The Lenovo X1 Prototype: A Small, Rollable, Second Monitor for Tablets and Other Smartphones (It is Not a Smartphone)
The device has some less obvious elements. Because the rollable screen is rolling around the bottom of the phone rather than disappearing inside its chassis, you’re left with a small secondary display on its back when it’s rolled up. When you’re taking selfies with your phone, you can use it as a viewfinder. Lenovo has even included a feature where the rear display plays cute eye-catching animations to get a child to look at the phone when you want to take a photo of them. It’s not easy to find useful things on tiny screens like this, even if the cover display on foldable flip phones from the likes of the likes of Oppo are anything to go by.
The company points out that the laptop with an 8:9 aspect ratio is like having two larger displays on top of one another. It is not the same as the dual-screen Yoga Book 9i. we tried out at CES and which is due to release in June. It is a useful form-factor and may be useful to anyone that wants to use an external display as a portable second monitor, since they are able to work on a single small laptop display.
The device looks good in our demo but it is not ready to be considered a consumer ready device. I asked about the ability to hold up over long periods of time and was told that it would be between 20,000 to 30,000 rolls. The company did not tell how many rolls the prototype can survive.
This simple-seeming design has a lot of mileage for the company. There are obvious use cases, like being able to watch a video with no black bars and having a larger screen when you want to write an email. In the future, users will be able to personalize the screen size of the phone for each use case, and it is hoped that the final version will adjust the screen to suit different apps.
In terms of resolution the display is 2024 x 1604 when it’s in small mode, and 2024 x 2368 when fully extended. It’s pretty usable without the need to fully extend the display. The company that supplies the screen is Sharp. The X1 foldable laptops were worked on by the company. Although it has said it is working on a rollable laptop display with Intel, the prototype it has was not attached to a keyboard.
It’s been thought that a tall display like this one could help office workers and creative professionals by giving them the ability to write on the bottom half in a spreadsheet while retaining their notes and sources in the top. Plenty of people like to use vertical monitors with their desktop PCs, and Windows has no problem stacking windows above and below one another.
I also had questions about weight and battery life. I was not allowed to pick up the laptop myself, and I wasn’t told how much it weighs. Ideally you’d want this thing to be both lighter than carrying around a laptop plus a portable monitor, as well as being more compact, but we’ll have to wait and see on the former point. The unrolling mechanism doesn’t sound ideal at a time when many laptops’ batteries can still struggle to make it through a day’s use.
When all neatly rolled up, Lenovo’s Motorola rollable offers a 5-inch display with a 15:9 aspect ratio. You can use a small tap of a side button to open the screen which has a 22:9 aspect ratio.
Another cool touch is that the display can hide the selfie camera and earpiece, and rolls down to reveal them when you make a phone call or go to take a selfie.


### Your assignment
Go through the records and copy each line where the word "title" occurs.

Stored entries
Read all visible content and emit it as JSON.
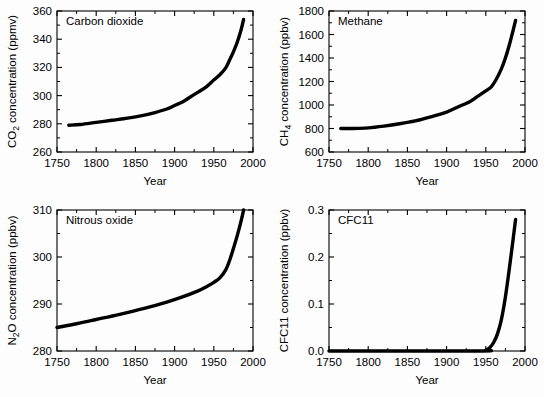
{
  "figure": {
    "background": "#fdfdfd",
    "line_color": "#000000",
    "axis_color": "#000000",
    "panel_count": 4
  },
  "shared": {
    "xlabel": "Year",
    "x_ticks": [
      1750,
      1800,
      1850,
      1900,
      1950,
      2000
    ],
    "x_tick_labels": [
      "1750",
      "1800",
      "1850",
      "1900",
      "1950",
      "2000"
    ],
    "xlim": [
      1750,
      2000
    ],
    "x_minor_interval": 25
  },
  "chart_data": [
    {
      "id": "co2",
      "type": "line",
      "title": "Carbon dioxide",
      "panel_label": "Carbon dioxide",
      "xlabel": "Year",
      "ylabel": "CO2 concentration (ppmv)",
      "ylabel_parts": {
        "pre": "CO",
        "sub": "2",
        "post": " concentration (ppmv)"
      },
      "xlim": [
        1750,
        2000
      ],
      "ylim": [
        260,
        360
      ],
      "y_ticks": [
        260,
        280,
        300,
        320,
        340,
        360
      ],
      "y_tick_labels": [
        "260",
        "280",
        "300",
        "320",
        "340",
        "360"
      ],
      "y_minor_interval": 10,
      "grid": false,
      "legend": "none",
      "units": "ppmv",
      "x": [
        1765,
        1780,
        1800,
        1820,
        1840,
        1860,
        1875,
        1890,
        1900,
        1910,
        1920,
        1930,
        1940,
        1950,
        1958,
        1965,
        1970,
        1975,
        1980,
        1985,
        1988
      ],
      "values": [
        279,
        279.5,
        281,
        282.5,
        284,
        286,
        288,
        290.5,
        293,
        295.5,
        299,
        302.5,
        306,
        311,
        315,
        319.5,
        325,
        331,
        338,
        347,
        354
      ]
    },
    {
      "id": "ch4",
      "type": "line",
      "title": "Methane",
      "panel_label": "Methane",
      "xlabel": "Year",
      "ylabel": "CH4 concentration (ppbv)",
      "ylabel_parts": {
        "pre": "CH",
        "sub": "4",
        "post": " concentration (ppbv)"
      },
      "xlim": [
        1750,
        2000
      ],
      "ylim": [
        600,
        1800
      ],
      "y_ticks": [
        600,
        800,
        1000,
        1200,
        1400,
        1600,
        1800
      ],
      "y_tick_labels": [
        "600",
        "800",
        "1000",
        "1200",
        "1400",
        "1600",
        "1800"
      ],
      "y_minor_interval": 100,
      "grid": false,
      "legend": "none",
      "units": "ppbv",
      "x": [
        1765,
        1780,
        1800,
        1820,
        1840,
        1860,
        1880,
        1900,
        1915,
        1930,
        1940,
        1950,
        1957,
        1963,
        1970,
        1975,
        1980,
        1985,
        1988
      ],
      "values": [
        800,
        800,
        805,
        820,
        840,
        865,
        900,
        940,
        985,
        1030,
        1075,
        1120,
        1155,
        1215,
        1310,
        1400,
        1510,
        1640,
        1720
      ]
    },
    {
      "id": "n2o",
      "type": "line",
      "title": "Nitrous oxide",
      "panel_label": "Nitrous oxide",
      "xlabel": "Year",
      "ylabel": "N2O concentration (ppbv)",
      "ylabel_parts": {
        "pre": "N",
        "sub": "2",
        "post": "O concentration (ppbv)"
      },
      "xlim": [
        1750,
        2000
      ],
      "ylim": [
        280,
        310
      ],
      "y_ticks": [
        280,
        290,
        300,
        310
      ],
      "y_tick_labels": [
        "280",
        "290",
        "300",
        "310"
      ],
      "y_minor_interval": 5,
      "grid": false,
      "legend": "none",
      "units": "ppbv",
      "x": [
        1750,
        1775,
        1800,
        1830,
        1860,
        1890,
        1910,
        1930,
        1940,
        1950,
        1958,
        1965,
        1970,
        1975,
        1980,
        1985,
        1988
      ],
      "values": [
        285,
        285.8,
        286.7,
        287.8,
        289.0,
        290.4,
        291.5,
        292.8,
        293.6,
        294.6,
        295.6,
        297.2,
        299.2,
        301.8,
        304.6,
        307.8,
        310
      ]
    },
    {
      "id": "cfc11",
      "type": "line",
      "title": "CFC11",
      "panel_label": "CFC11",
      "xlabel": "Year",
      "ylabel": "CFC11 concentration (ppbv)",
      "ylabel_parts": {
        "pre": "CFC11 concentration (ppbv)",
        "sub": "",
        "post": ""
      },
      "xlim": [
        1750,
        2000
      ],
      "ylim": [
        0.0,
        0.3
      ],
      "y_ticks": [
        0.0,
        0.1,
        0.2,
        0.3
      ],
      "y_tick_labels": [
        "0.0",
        "0.1",
        "0.2",
        "0.3"
      ],
      "y_minor_interval": 0.05,
      "grid": false,
      "legend": "none",
      "units": "ppbv",
      "x": [
        1750,
        1940,
        1950,
        1955,
        1960,
        1965,
        1970,
        1975,
        1980,
        1985,
        1988
      ],
      "values": [
        0.0,
        0.0,
        0.002,
        0.007,
        0.018,
        0.037,
        0.068,
        0.115,
        0.175,
        0.24,
        0.28
      ]
    }
  ]
}
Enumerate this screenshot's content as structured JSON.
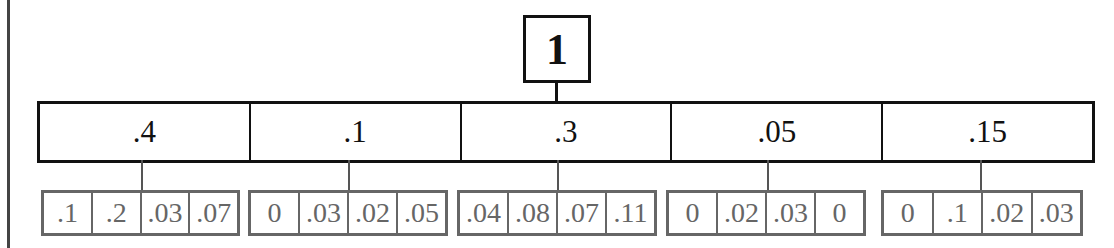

### Solution for this exercise
      "title": "Carbon dioxide",
      "title": "Methane",
      "title": "Nitrous oxide",
      "title": "CFC11",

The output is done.